We have a particular account of this in the sentence God passed on our first parents immediately after their fall; when having denounced a curse upon the ground for their sake, he says, Dust thou art, and unto dust shalt thou return, Gen. iii. 19. And it may be observed, that as this is unavoidable, pursuant to the decree of God, so the constitution of our nature, as well as the external dispensations of providence, lead to it. This sentence no sooner took place, but the temperament of human bodies was altered,[[119]] the jarring principles of nature, on the due temperament whereof life and health depends, could not but have a tendency by degrees to destroy the frame thereof; if there be too great a confluence of humours, or a defect thereof; if heat or cold immoderately prevails; if the circulation of the blood and juices be too swift or slow: or if the food on which we live, or the air which we breathe be not agreeable to the constitution of our nature, or any external violence be offered to it; all these things have a necessary tendency to weaken the frame of nature, and bring on a dissolution.
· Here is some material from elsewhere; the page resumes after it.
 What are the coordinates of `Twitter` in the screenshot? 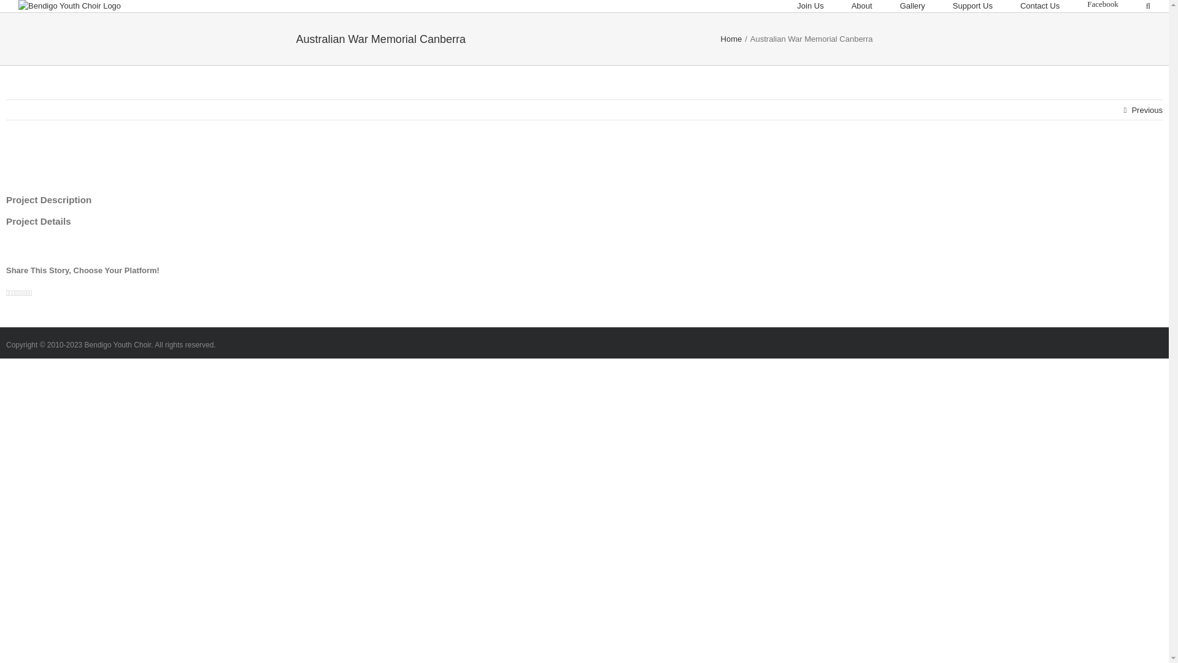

David includes the various means by which men die, in three general heads, speaking concerning Saul, The Lord shall smite him, or his day shall come to die, or he shall descend into battle, and perish: the Lord shall smite him, 1 Sam. xxvi. 10. denotes a person’s dying by a sudden stroke of providence, in which there is the more immediate hand of God; and his falling into battle, a violent death by the hands of men; in both which respects men die before that time which they might have lived to, according to the course of nature; and what is said concerning his day’s coming to die; that is, a person’s dying what we call a natural death, or when nature is so spent and wasted that it can no longer subsist by all the skill of the physicians, or virtue of medicine; and then the soul leaves its habitation, when it is not longer able to perform the functions of life.
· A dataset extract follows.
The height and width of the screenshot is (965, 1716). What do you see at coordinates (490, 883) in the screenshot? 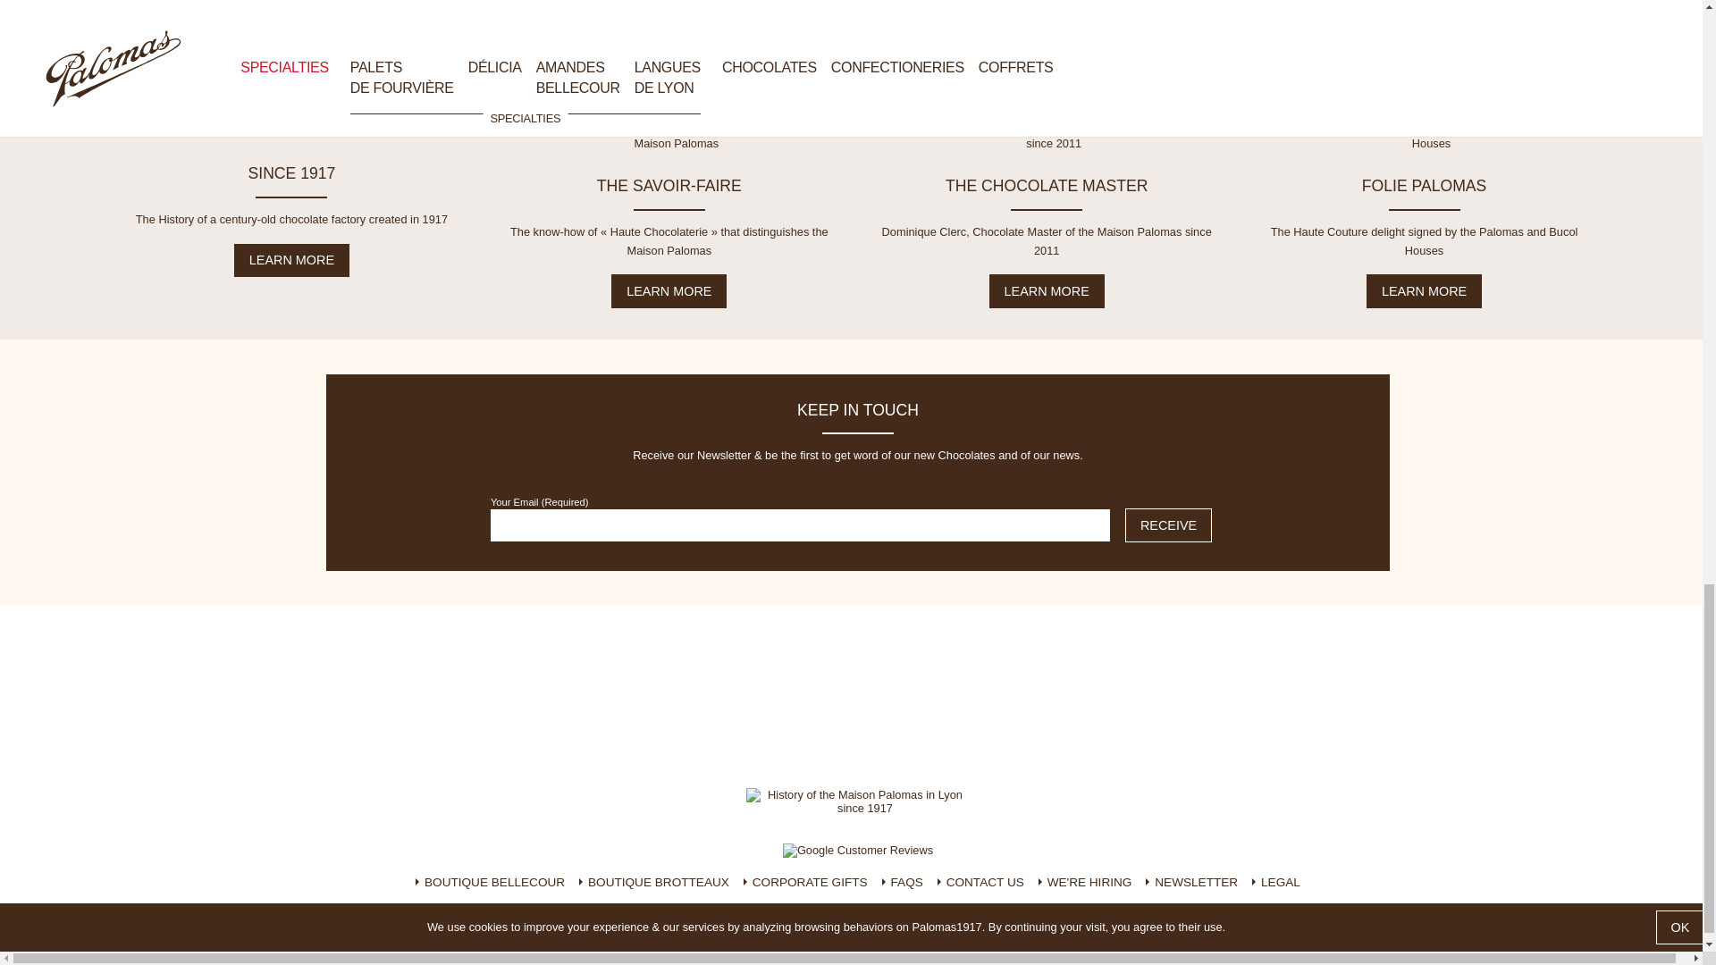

We might here consider those diseases that are the fore-runners of death, which sometimes are more acute; and by this means, as one elegantly expresses it, nature feels the cruel victory before it yields to the enemy. As a ship that is tossed by a mighty tempest, and by the concussion of the winds and waves, loses its rudder and masts, takes water in every part, and gradually sinks into the ocean: so in the shipwreck of nature, the body is so shaken and weakened by the violence of a disease, that the senses, the animal and vital operations decline, and, at last, are extinguished in death.[[120]] This seemed, so formidable to good Hezekiah, that he utters that mournful complaint, Mine age is departed and removed from me as a shepherd’s tent: I have cut off like a weaver, my life; he will cut me off with pining sickness: from day even to night, wilt thou make an end of me. I reckoned till the morning, that as a lion, so will he break all my bones: from day even to night wilt thou make an end of me, Isa. xxxvii. 12, 13.

We might here consider the empire of death as universal; as the wise man says, One generation passeth away, and another generation cometh, Eccl. i. 4. and then they pass away also, like the ebbing and flowing of the sea. Death spares none; the strongest constitution can no more withstand its stroke, than the weakest; no age of man is exempted from it. This is beautifully described by Job; One dieth in his full strength, being wholly at ease and quiet: his breasts are full of milk, and his bones are moistened with marrow: and another dieth in the bitterness of his soul; and never eateth with pleasure: they shall lie down alike in the dust, and the worms shall cover them, Job xxi. 23-26.